Apt ignored the comment and the tone in which it was delivered. “Come,” he said, “we’ll talk in the archbishop’s study.” He led Singletary along the Great Corridor, where portraits of all the archbishops from Victorian times hung, then into a large, comfortably furnished room. Apt went to the windows, looked out over the river as though to assure himself it was still there, and drew on a cord that caused heavy drapes to slide closed with a soft whoosh.

“Well?” Singletary said.

“He won’t be able to see you, I’m afraid.”

“Are you serious?”

“Some people think I’m too serious.”

Singletary looked at his watch; it was seven o’clock. Seven peals of a church bell confirmed it. “I’ve wasted my time then.”

“If you choose to view it that way, Paul,” Apt said. “Sit down. The archbishop asked me to discuss certain aspects of this with you.”

Singletary was not interested in discussing anything with Malcolm Apt. He’d wanted to see the archbishop of Canterbury
himself. Apt was the archbishop’s suffragan bishop, or VP in charge of … well, public relations. At least that’s what his title would be in the secular, business world. His official title was director of church information.

Apt sat behind a highly polished cherrywood table. Singletary sat across from him. Although dusk was starting to fall outside, the open drapes had permitted some light to enter. With them closed, the efficacy of the study’s interior lighting seemed to have been diminished by half.

“Paul, the archbishop is growing increasingly concerned about this Word of Peace thing.”

Singletary laughed crisply enough to make his point, but not enough to indicate disrespect to the archbishop of Canterbury. Apt continued, and Singletary knew that he was speaking words that had been carefully considered, perhaps even written prior to his arrival at the library. “You must understand that when the archbishop gave his support to Word of Peace, not a great deal was known about it. Frankly, I tried my best to dissuade him from involving us in it.” Apt smiled—not much of a smile, but because it tended to stretch his mouth slightly, it enhanced the feeling that the paste-up job had been hasty. “I must admit that you were very effective when you presented the Word of Peace program to the archbishop. How long ago was that, Paul, a year?”

Singletary shrugged.

“Of course, there was the weight of the others with you, especially the African bishop. What’s his name?” Apt asked it with seeming sincerity, but Singletary knew that Apt was well aware of the African bishop’s name. He’d seen Apt do this before, degrade someone by pretending to have forgotten the name.

“Bishop Eastland.”

“Ah, yes, Bishop Eastland. Certainly one of our high-visibility
bishops. Nasty mess, that apartheid. We’ll all be happy when that’s resolved.

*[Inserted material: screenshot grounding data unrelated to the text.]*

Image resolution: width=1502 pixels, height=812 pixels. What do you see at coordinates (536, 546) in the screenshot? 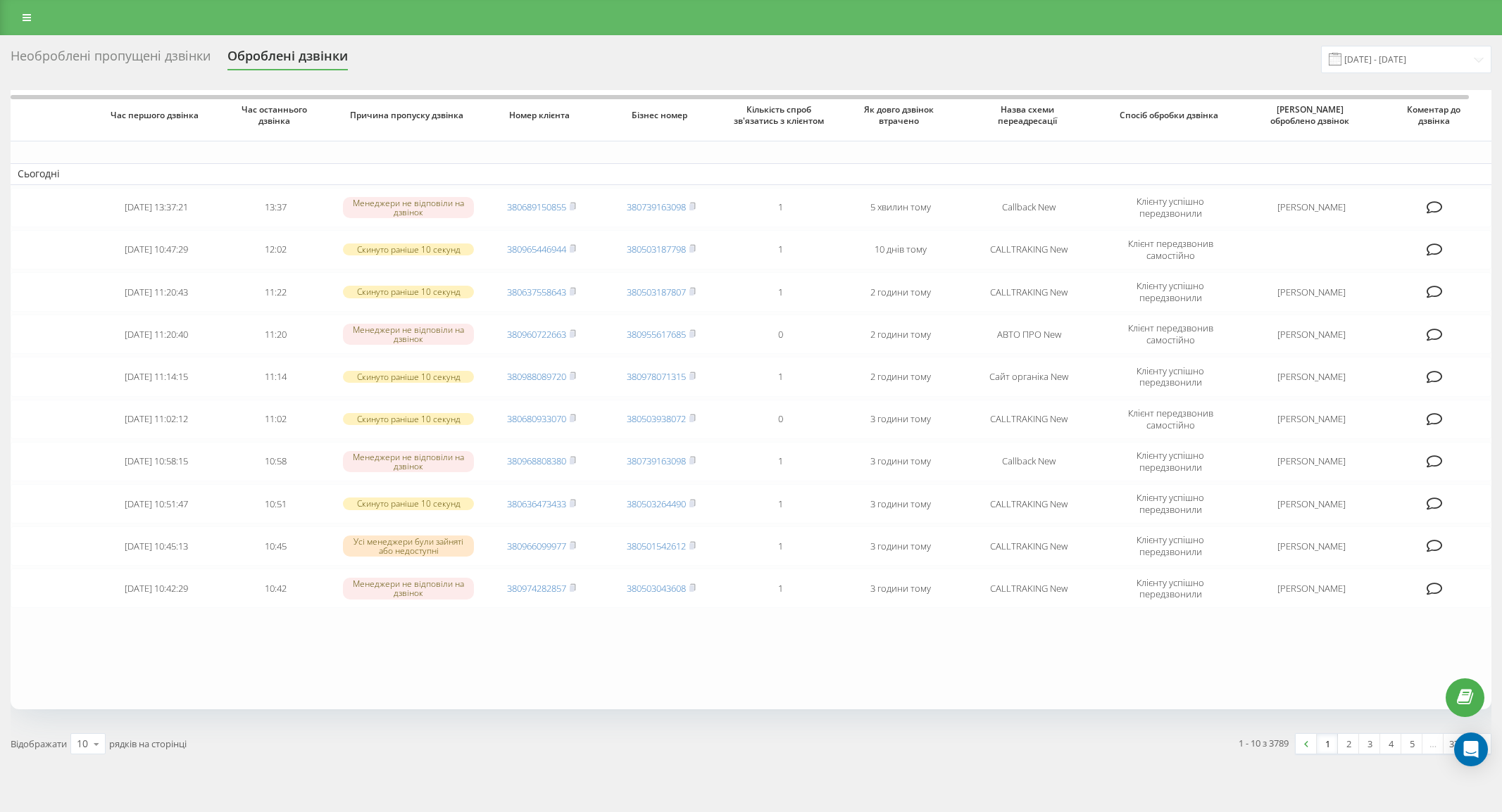
I see `a: 380966099977` at bounding box center [536, 546].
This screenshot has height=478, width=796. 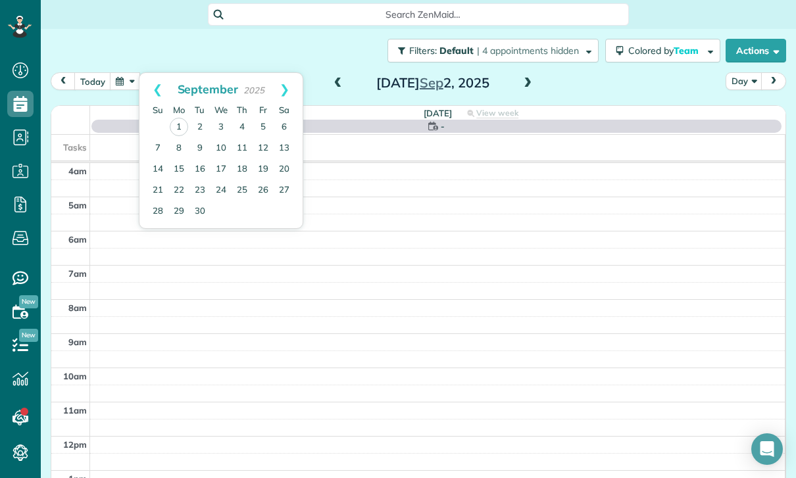 What do you see at coordinates (158, 149) in the screenshot?
I see `a: 7` at bounding box center [158, 149].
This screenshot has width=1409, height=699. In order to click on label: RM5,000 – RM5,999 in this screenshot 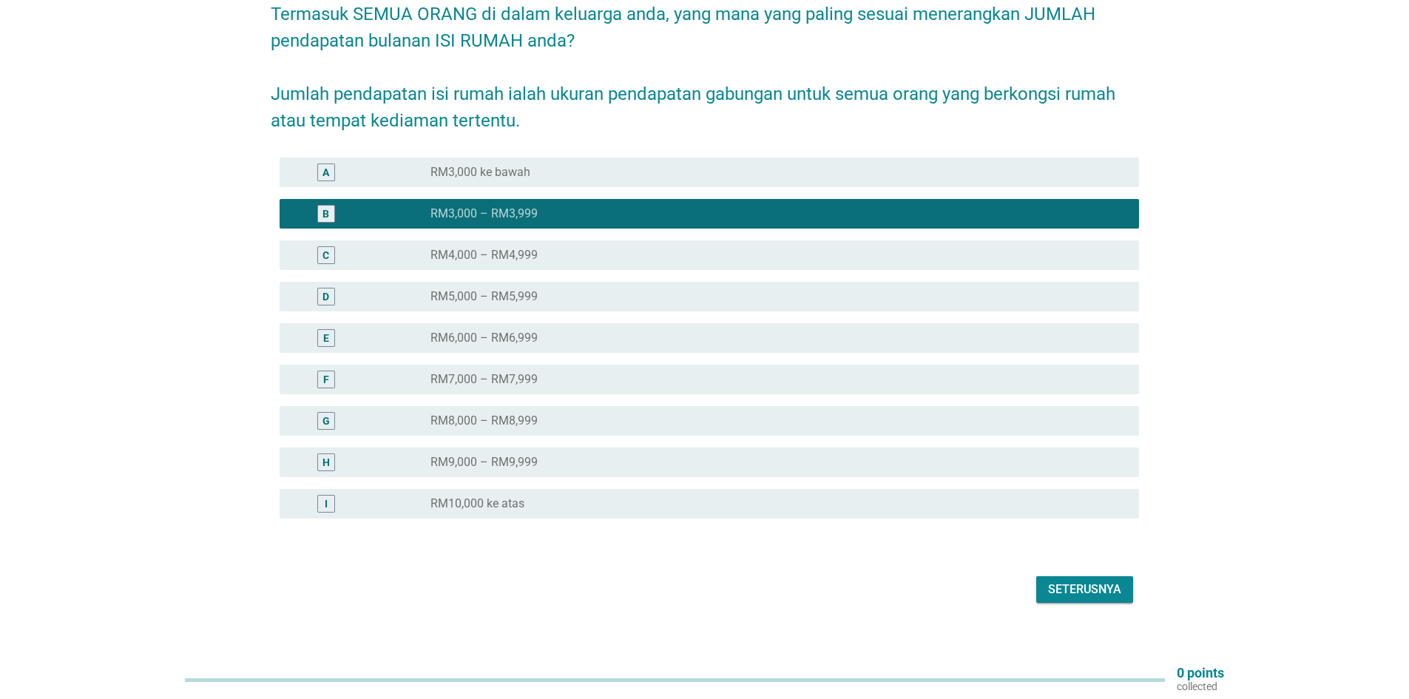, I will do `click(484, 297)`.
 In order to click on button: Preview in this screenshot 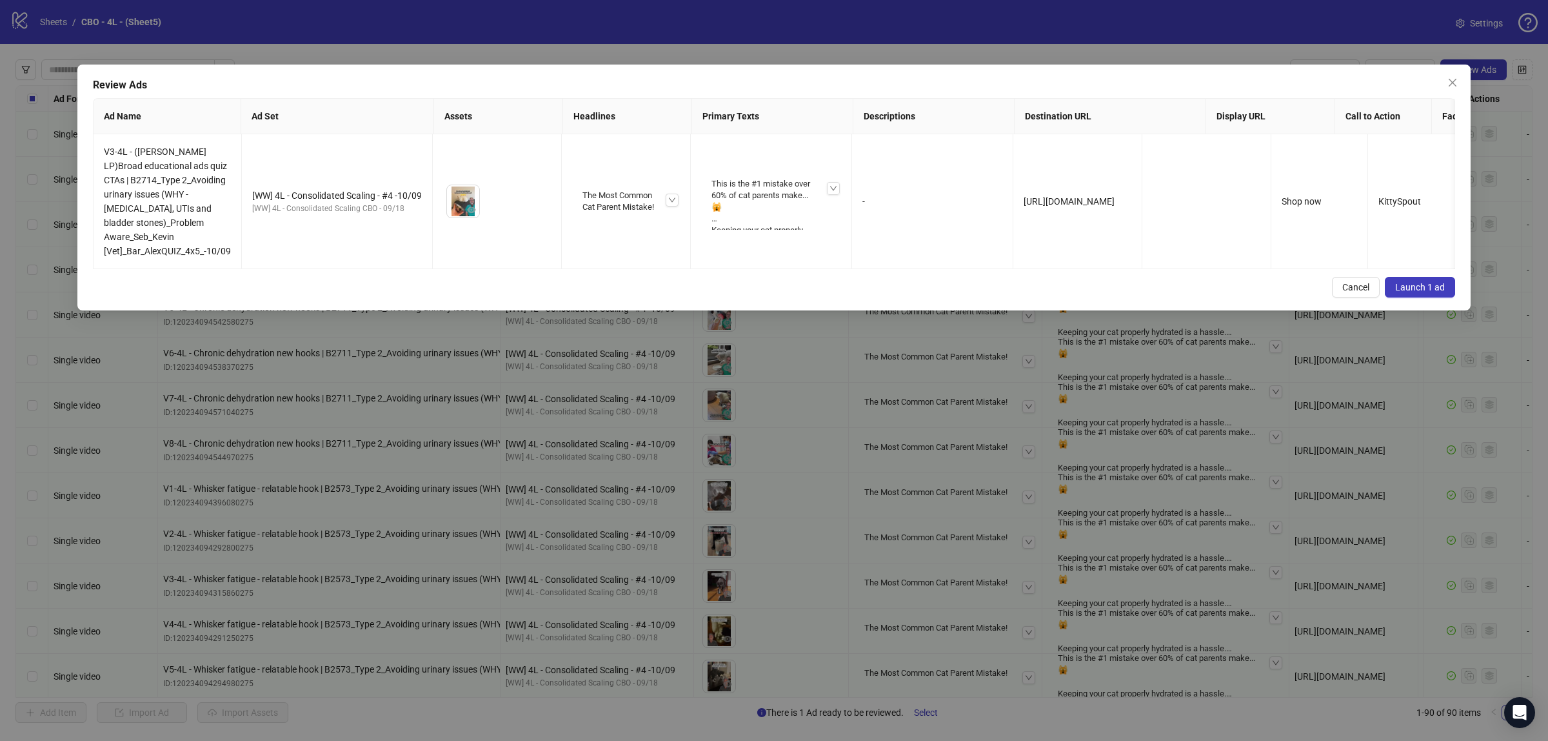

How is Bishop Eastland?”

“Fine, and still fighting apartheid, according to what I read in the press.”

“A most impressive man. As I was saying, the archbishop’s enthusiasm for Word of Peace has waned, although he has not withdrawn his support. Has your Bishop St. James’s enthusiasm back in Washington been sustained, or has it waned, too?”

“Heightened might be a more accurate way to describe it,” Singletary said flatly.

Apt sat back and clasped his hands on his belly. “Heightened. Interesting.”

“Malcolm, you said the archbishop wanted you to discuss something with me about Word of Peace. Is this it, that his enthusiasm has waned?”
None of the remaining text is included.